What I like is the Currency/Money/ExchangeRate design, including the
ExchangeRateManager, the MoneyFormatter, Conversion and Rounding types. I
see all this stuff as a building block   for the FX framework, and in this
sense we could consider to use the OMG spec as guidelines.
We could start an iterative process toward strict conformance.
Of course if we can obtain strict conformance in only one step with a
*reasonable* effort I would not object.

If I got things right the QuantLib Date class could be redesigned to
conform to the OMG DTime class.
QuantLib::Time is currently only a typedef to double: it measures time in
years, with the ambiguity it does not know which DayCount convention has
been used to calculate it.
The OMG DAmountOfTime represents an absolute (positive) amount of time that
can be added to, subtracted from, or used to hold differences of DTime
objects. A DAmountOfTime object is defined as a specified number of weeks,
days, hours, minutes, and seconds. The link here is that every Time
calculation implies the calculation of a number of days.
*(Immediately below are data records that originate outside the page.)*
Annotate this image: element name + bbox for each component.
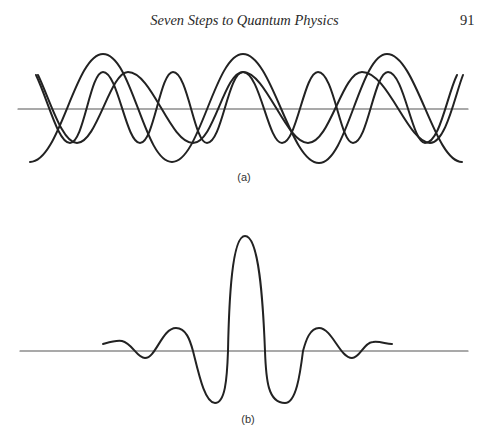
panel-a-waves — [18, 54, 468, 163]
panel-b-wavepacket — [20, 236, 468, 403]
wave-packet — [103, 236, 392, 403]
figure-waves — [0, 0, 489, 442]
panel-b-label: (b) — [228, 413, 268, 425]
wave-d-short — [36, 72, 457, 143]
panel-a-label: (a) — [224, 171, 264, 183]
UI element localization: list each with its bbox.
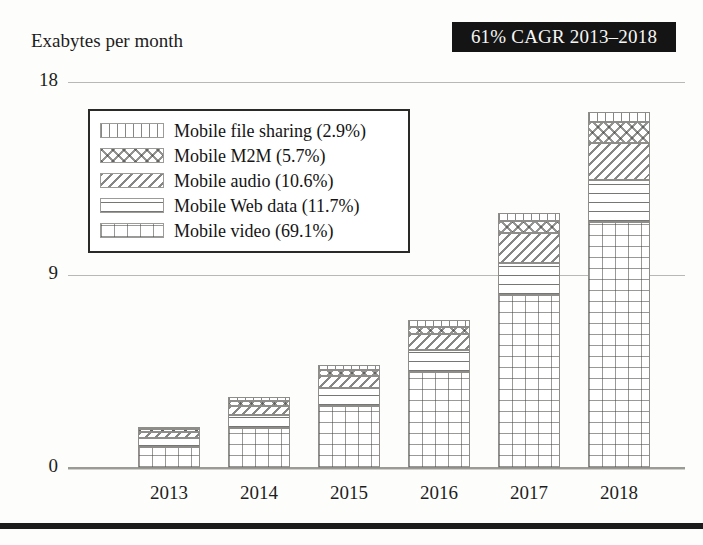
bar-segment-2017-mobile-web-data-11-7[interactable] [498, 263, 560, 295]
x-axis-label-2013: 2013 [124, 482, 214, 504]
bar-segment-2013-mobile-file-sharing-2-9[interactable] [138, 427, 200, 429]
legend-item-label: Mobile M2M (5.7%) [174, 147, 326, 165]
bar-segment-2017-mobile-audio-10-6[interactable] [498, 233, 560, 263]
bar-segment-2015-mobile-audio-10-6[interactable] [318, 376, 380, 388]
bar-2013[interactable] [138, 427, 200, 468]
bar-segment-2017-mobile-file-sharing-2-9[interactable] [498, 213, 560, 222]
bar-segment-2013-mobile-web-data-11-7[interactable] [138, 438, 200, 447]
bar-segment-2014-mobile-video-69-1[interactable] [228, 428, 290, 468]
bar-segment-2014-mobile-m2m-5-7[interactable] [228, 401, 290, 406]
bar-segment-2018-mobile-audio-10-6[interactable] [588, 143, 650, 181]
legend-item-mobile-file-sharing-2-9[interactable]: Mobile file sharing (2.9%) [100, 118, 398, 143]
bar-segment-2014-mobile-audio-10-6[interactable] [228, 406, 290, 415]
legend-item-label: Mobile file sharing (2.9%) [174, 122, 366, 140]
bar-segment-2016-mobile-video-69-1[interactable] [408, 372, 470, 468]
bar-2017[interactable] [498, 213, 560, 468]
footer-rule [0, 523, 703, 529]
legend-swatch-vertical-lines-icon [100, 123, 164, 138]
bar-segment-2013-mobile-video-69-1[interactable] [138, 447, 200, 468]
legend-swatch-grid-icon [100, 223, 164, 238]
plot-area: 0918201320142015201620172018 [0, 0, 703, 545]
gridline-18 [68, 82, 685, 83]
bar-2018[interactable] [588, 112, 650, 468]
legend-item-label: Mobile Web data (11.7%) [174, 197, 360, 215]
legend-item-label: Mobile audio (10.6%) [174, 172, 333, 190]
bar-segment-2014-mobile-file-sharing-2-9[interactable] [228, 397, 290, 401]
x-axis-label-2017: 2017 [484, 482, 574, 504]
bar-segment-2013-mobile-m2m-5-7[interactable] [138, 429, 200, 432]
bar-segment-2018-mobile-video-69-1[interactable] [588, 222, 650, 468]
bar-segment-2018-mobile-m2m-5-7[interactable] [588, 122, 650, 142]
bar-segment-2014-mobile-web-data-11-7[interactable] [228, 415, 290, 429]
bar-segment-2016-mobile-m2m-5-7[interactable] [408, 327, 470, 334]
x-axis-label-2015: 2015 [304, 482, 394, 504]
x-axis-label-2016: 2016 [394, 482, 484, 504]
legend-swatch-crosshatch-diamond-icon [100, 148, 164, 163]
bar-2015[interactable] [318, 365, 380, 468]
bar-segment-2016-mobile-file-sharing-2-9[interactable] [408, 320, 470, 327]
legend-item-mobile-video-69-1[interactable]: Mobile video (69.1%) [100, 218, 398, 243]
legend-item-mobile-audio-10-6[interactable]: Mobile audio (10.6%) [100, 168, 398, 193]
legend-item-mobile-web-data-11-7[interactable]: Mobile Web data (11.7%) [100, 193, 398, 218]
chart-figure: 61% CAGR 2013–2018 Exabytes per month 09… [0, 0, 703, 545]
legend-item-mobile-m2m-5-7[interactable]: Mobile M2M (5.7%) [100, 143, 398, 168]
y-axis-tick-0: 0 [12, 455, 58, 477]
bar-2016[interactable] [408, 320, 470, 468]
bar-segment-2015-mobile-web-data-11-7[interactable] [318, 388, 380, 406]
bar-segment-2016-mobile-web-data-11-7[interactable] [408, 350, 470, 372]
x-axis-label-2014: 2014 [214, 482, 304, 504]
bar-segment-2015-mobile-m2m-5-7[interactable] [318, 370, 380, 376]
bar-segment-2015-mobile-video-69-1[interactable] [318, 406, 380, 468]
bar-segment-2018-mobile-file-sharing-2-9[interactable] [588, 112, 650, 122]
bar-segment-2017-mobile-m2m-5-7[interactable] [498, 221, 560, 232]
y-axis-tick-9: 9 [12, 262, 58, 284]
x-axis-label-2018: 2018 [574, 482, 664, 504]
bar-segment-2015-mobile-file-sharing-2-9[interactable] [318, 365, 380, 370]
bar-2014[interactable] [228, 397, 290, 468]
chart-legend: Mobile file sharing (2.9%)Mobile M2M (5.… [88, 109, 410, 253]
legend-item-label: Mobile video (69.1%) [174, 222, 333, 240]
bar-segment-2013-mobile-audio-10-6[interactable] [138, 432, 200, 438]
bar-segment-2017-mobile-video-69-1[interactable] [498, 295, 560, 468]
y-axis-tick-18: 18 [12, 69, 58, 91]
legend-swatch-diagonal-lines-icon [100, 173, 164, 188]
bar-segment-2016-mobile-audio-10-6[interactable] [408, 334, 470, 350]
legend-swatch-horizontal-lines-icon [100, 198, 164, 213]
bar-segment-2018-mobile-web-data-11-7[interactable] [588, 180, 650, 222]
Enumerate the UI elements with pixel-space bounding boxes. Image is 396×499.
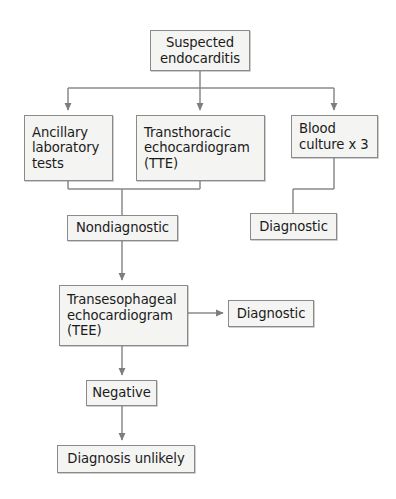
node-line: Diagnostic [237, 306, 306, 321]
node-line: Blood [299, 121, 336, 136]
connector-layer [0, 0, 396, 499]
node-line: Negative [92, 385, 150, 400]
node-line: Nondiagnostic [76, 220, 169, 235]
node-diagnostic-lower[interactable]: Diagnostic [228, 300, 314, 327]
node-line: (TTE) [144, 156, 178, 171]
node-transesophageal-echocardiogram[interactable]: Transesophageal echocardiogram (TEE) [59, 285, 188, 346]
node-line: Ancillary [32, 125, 88, 140]
node-line: Suspected [166, 35, 234, 50]
node-diagnosis-unlikely[interactable]: Diagnosis unlikely [57, 445, 195, 473]
node-line: tests [32, 156, 64, 171]
node-line: Diagnosis unlikely [67, 451, 184, 466]
node-nondiagnostic[interactable]: Nondiagnostic [67, 215, 178, 241]
node-line: Transesophageal [67, 292, 176, 307]
node-ancillary-laboratory-tests[interactable]: Ancillary laboratory tests [24, 115, 113, 181]
node-line: culture x 3 [299, 137, 369, 152]
node-diagnostic-upper[interactable]: Diagnostic [250, 213, 337, 240]
node-line: laboratory [32, 140, 99, 155]
node-line: echocardiogram [144, 140, 250, 155]
node-suspected-endocarditis[interactable]: Suspected endocarditis [150, 30, 250, 71]
node-line: echocardiogram [67, 308, 173, 323]
node-negative[interactable]: Negative [86, 380, 157, 406]
node-line: (TEE) [67, 323, 102, 338]
node-line: endocarditis [160, 51, 240, 66]
node-line: Transthoracic [144, 125, 231, 140]
node-blood-culture[interactable]: Blood culture x 3 [291, 115, 378, 158]
node-transthoracic-echocardiogram[interactable]: Transthoracic echocardiogram (TTE) [136, 115, 265, 181]
node-line: Diagnostic [259, 219, 328, 234]
flowchart-canvas: Suspected endocarditis Ancillary laborat… [0, 0, 396, 499]
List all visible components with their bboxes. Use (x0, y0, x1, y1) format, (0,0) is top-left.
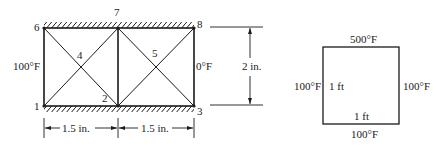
height-dimension: 2 in. (242, 60, 262, 72)
top-temp: 500°F (350, 33, 377, 45)
node-label-6: 6 (34, 21, 40, 33)
finite-element-mesh (44, 28, 194, 106)
right-temp: 100°F (403, 80, 430, 92)
mesh-nodes (42, 26, 195, 107)
node-label-7: 7 (114, 6, 120, 18)
width-dimension-2: 1.5 in. (141, 122, 169, 134)
node-label-5: 5 (152, 47, 158, 59)
left-temp: 100°F (294, 80, 321, 92)
right-boundary-temp: 0°F (196, 60, 212, 72)
node-label-3: 3 (197, 105, 203, 117)
bottom-length-label: 1 ft (354, 110, 369, 122)
node-label-2: 2 (102, 92, 108, 104)
bottom-temp: 100°F (351, 128, 378, 140)
node-label-4: 4 (77, 49, 83, 61)
width-dimension-1: 1.5 in. (62, 122, 90, 134)
node-label-8: 8 (197, 18, 203, 30)
node-label-1: 1 (34, 100, 40, 112)
side-length-label: 1 ft (329, 80, 344, 92)
diagram-canvas: 1 2 3 4 5 6 7 8 100°F 0°F 1.5 in. 1.5 in… (0, 0, 439, 146)
left-boundary-temp: 100°F (13, 60, 40, 72)
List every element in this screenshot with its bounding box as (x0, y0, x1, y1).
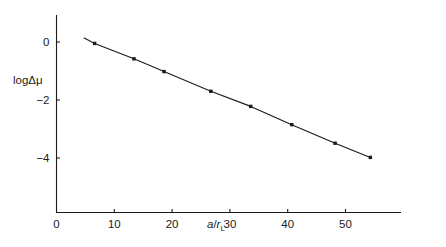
plot-canvas: 010203040500−2−4 logΔμ a/rL (0, 0, 446, 247)
tick-labels: 010203040500−2−4 (36, 36, 352, 230)
data-point (93, 42, 96, 45)
data-point (209, 90, 212, 93)
data-point (333, 142, 336, 145)
x-tick-label-30: 30 (224, 218, 237, 230)
y-axis-title: logΔμ (13, 74, 43, 86)
tick-marks (57, 42, 346, 213)
chart-figure: 010203040500−2−4 logΔμ a/rL (0, 0, 446, 247)
x-tick-label-10: 10 (108, 218, 121, 230)
data-point (369, 156, 372, 159)
y-tick-label-0: 0 (43, 36, 49, 48)
data-point (162, 70, 165, 73)
x-tick-label-0: 0 (53, 218, 59, 230)
x-tick-label-40: 40 (281, 218, 294, 230)
x-tick-label-20: 20 (166, 218, 179, 230)
y-tick-label--4: −4 (36, 152, 50, 164)
data-point (132, 57, 135, 60)
data-curve (84, 38, 370, 157)
y-tick-label--2: −2 (36, 94, 49, 106)
data-point (249, 105, 252, 108)
x-tick-label-50: 50 (339, 218, 352, 230)
axis-lines (56, 15, 401, 213)
data-point (290, 123, 293, 126)
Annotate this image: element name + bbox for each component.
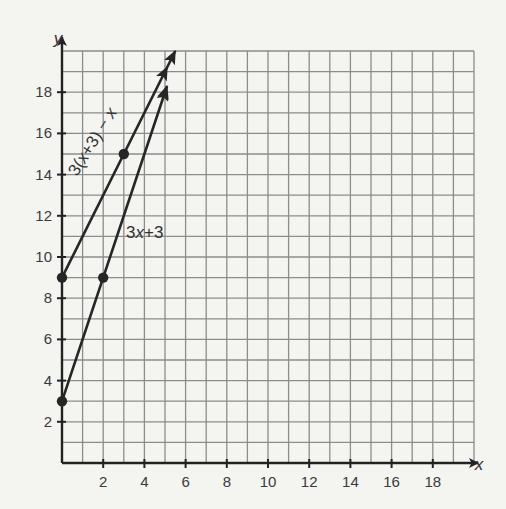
y-tick-label: 14	[35, 166, 52, 183]
x-tick-label: 10	[260, 473, 277, 490]
x-tick-label: 18	[424, 473, 441, 490]
y-tick-label: 6	[44, 330, 52, 347]
x-tick-label: 16	[383, 473, 400, 490]
x-tick-label: 14	[342, 473, 359, 490]
y-axis-label: y	[53, 29, 64, 48]
data-point	[98, 272, 108, 282]
y-tick-label: 8	[44, 289, 52, 306]
y-tick-label: 4	[44, 372, 52, 389]
series-label-3x-plus-3: 3x+3	[126, 223, 163, 242]
y-tick-label: 2	[44, 413, 52, 430]
var-x: x	[134, 223, 144, 242]
y-tick-label: 12	[35, 207, 52, 224]
data-point	[57, 272, 67, 282]
x-tick-label: 12	[301, 473, 318, 490]
y-tick-label: 16	[35, 124, 52, 141]
series-label-3x-plus-3-minus-x: 3(x+3) − x	[64, 104, 121, 179]
y-tick-label: 10	[35, 248, 52, 265]
data-point	[119, 149, 129, 159]
series-label-text: +3	[144, 223, 163, 242]
x-axis-label: x	[474, 455, 484, 474]
data-point	[57, 396, 67, 406]
x-tick-label: 6	[181, 473, 189, 490]
x-tick-label: 4	[140, 473, 148, 490]
grid	[62, 51, 474, 463]
series-label-text: 3	[126, 223, 135, 242]
x-tick-label: 2	[99, 473, 107, 490]
y-tick-label: 18	[35, 83, 52, 100]
x-tick-label: 8	[223, 473, 231, 490]
chart-canvas: 2468101214161824681012141618 y x 3(x+3) …	[0, 0, 506, 509]
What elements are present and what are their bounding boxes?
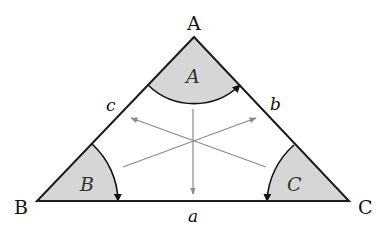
side-label-a: a — [188, 206, 198, 226]
angle-label-a: A — [184, 65, 200, 87]
center-arrow-up-left — [131, 118, 266, 167]
angle-label-b: B — [79, 173, 94, 195]
vertex-label-b: B — [14, 196, 28, 218]
angle-label-c: C — [287, 173, 302, 195]
angle-c-sector — [267, 145, 349, 201]
angle-b-sector — [37, 144, 118, 201]
vertex-label-a: A — [186, 12, 201, 34]
triangle-diagram: A B C a b c A B C — [0, 0, 385, 230]
side-label-c: c — [106, 95, 116, 115]
center-arrow-up-right — [123, 118, 256, 167]
side-label-b: b — [270, 94, 281, 114]
vertex-label-c: C — [358, 196, 373, 218]
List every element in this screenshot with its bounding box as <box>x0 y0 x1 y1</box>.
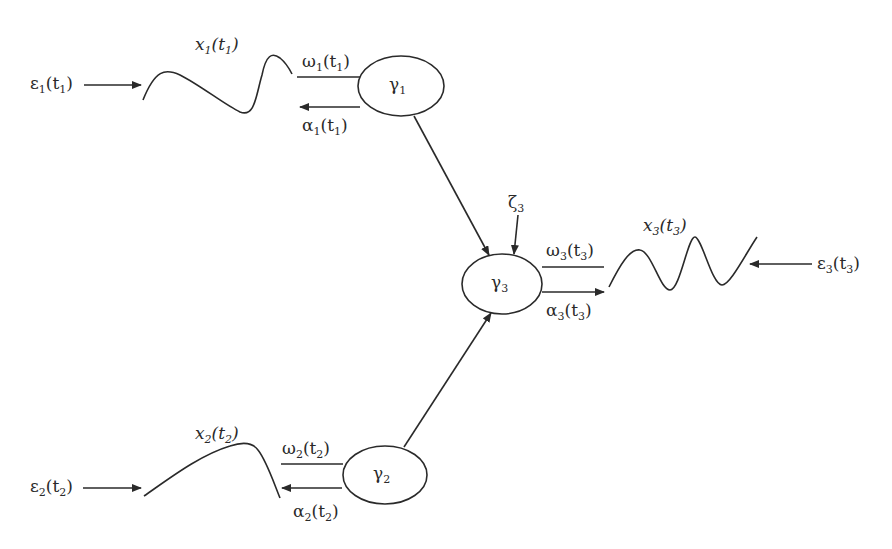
label-zeta3: ζ3 <box>508 194 524 214</box>
x3-wave <box>609 237 757 290</box>
diagram-lines <box>0 0 892 549</box>
gamma3-sub: 3 <box>501 282 508 295</box>
gamma2-sub: 2 <box>383 473 390 486</box>
path-diagram: γ1 γ3 γ2 ε1(t1) x1(t1) ω1(t1) α1(t1) ζ3 … <box>0 0 892 549</box>
gamma1-symbol: γ <box>389 74 399 94</box>
label-alpha3: α3(t3) <box>546 302 592 322</box>
node-gamma1-label: γ1 <box>389 76 406 96</box>
x2-curve <box>144 443 280 498</box>
gamma2-to-gamma3-arrow <box>404 313 491 447</box>
zeta3-arrow <box>514 215 518 254</box>
node-gamma3-label: γ3 <box>491 274 508 294</box>
gamma1-to-gamma3-arrow <box>414 116 489 255</box>
label-eps3: ε3(t3) <box>817 255 860 275</box>
label-alpha2: α2(t2) <box>293 503 339 523</box>
gamma3-symbol: γ <box>491 272 501 292</box>
gamma1-sub: 1 <box>399 84 406 97</box>
x1-wave <box>143 55 292 113</box>
gamma2-symbol: γ <box>373 463 383 483</box>
label-omega2: ω2(t2) <box>282 440 330 460</box>
node-gamma2-label: γ2 <box>373 465 390 485</box>
label-eps1: ε1(t1) <box>30 75 73 95</box>
label-alpha1: α1(t1) <box>302 117 348 137</box>
label-omega3: ω3(t3) <box>546 242 594 262</box>
label-omega1: ω1(t1) <box>302 53 350 73</box>
label-x3: x3(t3) <box>643 217 687 237</box>
label-x2: x2(t2) <box>195 425 239 445</box>
label-eps2: ε2(t2) <box>30 478 73 498</box>
label-x1: x1(t1) <box>195 36 239 56</box>
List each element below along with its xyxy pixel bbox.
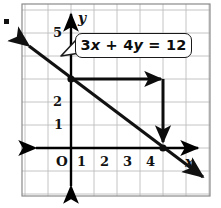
x-tick-label-4: 4	[146, 155, 155, 168]
x-tick-label-2: 2	[100, 155, 109, 168]
x-tick-label-1: 1	[77, 155, 86, 168]
y-tick-label-1: 1	[54, 118, 63, 131]
coordinate-plane	[0, 0, 221, 208]
y-axis-name: y	[78, 11, 86, 25]
equation-callout: 3x + 4y = 12	[75, 33, 192, 58]
origin-label: O	[56, 155, 68, 169]
equation-label: 3x + 4y = 12	[80, 38, 186, 53]
x-tick-label-3: 3	[123, 155, 132, 168]
x-axis-name: x	[185, 155, 193, 169]
graph-figure: 3x + 4y = 12 5 2 1 O 1 2 3 4 y x	[0, 0, 221, 208]
y-intercept-point	[67, 75, 74, 82]
y-tick-label-5: 5	[53, 26, 62, 39]
y-tick-label-2: 2	[53, 95, 62, 108]
x-intercept-point	[159, 144, 166, 151]
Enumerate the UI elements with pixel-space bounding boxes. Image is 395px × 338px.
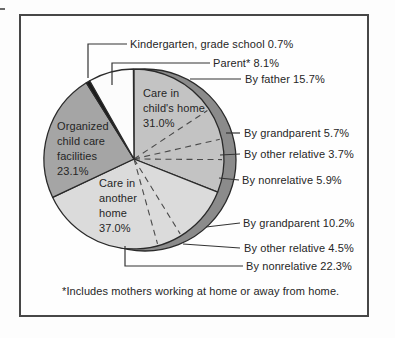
slice-label-line: facilities xyxy=(57,149,109,164)
callout-by-father: By father 15.7% xyxy=(245,73,325,86)
callout-by-grandparent-5-7: By grandparent 5.7% xyxy=(244,127,349,140)
callout-kindergarten-grade-school: Kindergarten, grade school 0.7% xyxy=(130,38,293,51)
leader-line-by-other-relative-4-5 xyxy=(183,244,240,248)
callout-by-nonrelative-22-3: By nonrelative 22.3% xyxy=(246,260,352,273)
slice-label-care-in-another-home: Care in another home 37.0% xyxy=(99,176,137,236)
scanned-figure-page: Kindergarten, grade school 0.7% Parent* … xyxy=(0,0,395,338)
slice-label-line: child's home xyxy=(143,101,205,116)
slice-label-line: Organized xyxy=(57,119,109,134)
slice-label-line: child care xyxy=(57,134,109,149)
slice-label-line: Care in xyxy=(143,86,205,101)
slice-label-organized-child-care: Organized child care facilities 23.1% xyxy=(57,119,109,179)
callout-by-grandparent-10-2: By grandparent 10.2% xyxy=(243,217,354,230)
slice-label-line: home xyxy=(99,206,137,221)
slice-label-line: another xyxy=(99,191,137,206)
slice-label-line: Care in xyxy=(99,176,137,191)
slice-label-care-in-childs-home: Care in child's home 31.0% xyxy=(143,86,205,131)
callout-by-other-relative-4-5: By other relative 4.5% xyxy=(244,242,354,255)
slice-label-line: 37.0% xyxy=(99,221,137,236)
subdivision-divider-by-other-relative xyxy=(134,159,222,160)
figure-footnote: *Includes mothers working at home or awa… xyxy=(62,285,339,297)
callout-by-other-relative-3-7: By other relative 3.7% xyxy=(244,148,354,161)
leader-line-by-grandparent-10-2 xyxy=(206,223,240,227)
callout-by-nonrelative-5-9: By nonrelative 5.9% xyxy=(242,174,342,187)
callout-parent: Parent* 8.1% xyxy=(213,57,279,70)
slice-label-line: 31.0% xyxy=(143,116,205,131)
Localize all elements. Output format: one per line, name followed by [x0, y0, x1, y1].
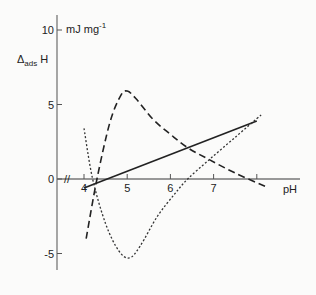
chart: //1050-54567pHmJ mg-1Δads H [0, 0, 316, 295]
series-dashed-line [86, 91, 265, 239]
y-axis-label-subscript: ads [24, 59, 37, 68]
x-axis-label: pH [283, 183, 297, 195]
x-tick-label: 6 [167, 182, 173, 194]
y-tick-label: 5 [48, 99, 54, 111]
x-tick-label: 4 [81, 182, 87, 194]
x-tick-label: 7 [211, 182, 217, 194]
y-unit-label: mJ mg-1 [66, 21, 107, 35]
y-unit-superscript: -1 [99, 21, 107, 30]
y-axis-label-tail: H [37, 53, 48, 65]
y-tick-label: -5 [44, 248, 54, 260]
y-tick-label: 0 [48, 173, 54, 185]
axis-break-mark: // [64, 173, 71, 185]
x-tick-label: 5 [124, 182, 130, 194]
y-axis-label: Δads H [17, 53, 48, 68]
y-tick-label: 10 [42, 24, 54, 36]
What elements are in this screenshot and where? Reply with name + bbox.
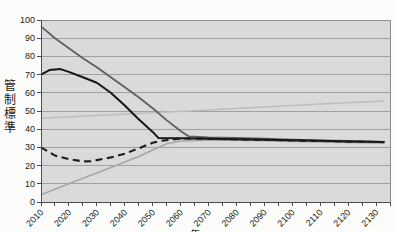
line-chart: 0102030405060708090100201020202030204020… [0,0,396,232]
y-axis-title-char-3: 標 [4,107,16,121]
y-axis-title-char-1: 管 [4,78,16,93]
y-tick-label-70: 70 [25,70,35,80]
y-tick-label-10: 10 [25,179,35,189]
y-tick-label-20: 20 [25,161,35,171]
y-tick-label-40: 40 [25,124,35,134]
x-axis-title: 年 [190,228,200,232]
y-tick-label-0: 0 [30,197,35,207]
y-tick-label-90: 90 [25,33,35,43]
y-tick-label-30: 30 [25,142,35,152]
line-chart-page: 0102030405060708090100201020202030204020… [0,0,396,232]
y-tick-label-100: 100 [20,15,35,25]
y-tick-label-80: 80 [25,51,35,61]
y-axis-title-char-2: 制 [4,93,16,107]
y-axis-title-char-4: 準 [4,120,16,135]
y-tick-label-50: 50 [25,106,35,116]
y-tick-label-60: 60 [25,88,35,98]
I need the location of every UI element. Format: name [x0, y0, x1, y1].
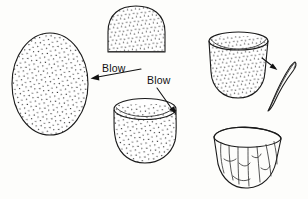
opened-bowl-shape — [110, 99, 180, 167]
whole-egg-stipple — [10, 30, 92, 140]
blow-label-left-text: Blow — [102, 62, 126, 74]
trimmed-cup-shape — [205, 32, 273, 102]
opened-bowl-stipple — [110, 104, 180, 166]
shell-sliver-shape — [268, 62, 296, 111]
blow-annotation-left: Blow — [91, 62, 142, 81]
dome-shape — [104, 2, 170, 58]
blow-label-right-text: Blow — [147, 74, 171, 86]
faceted-vessel-shape — [214, 127, 281, 188]
whole-egg-shape — [10, 30, 92, 140]
vessel-sequence-diagram: Blow Blow — [0, 0, 308, 199]
dome-stipple — [104, 2, 170, 58]
figure-root: Blow Blow — [0, 0, 308, 199]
I know that Time is used as negative quantity somewhere in QuantLib, but I
think  this can be changed, especially because I see a strong rationale
behind Time as an absolute positive amount of time: if you're dealing with
what happened in the past (i.e. before your reference_date) you need actual
dates (fixings, etc.). You only need Time when you're calculating something
with your analytics, that is something in the future.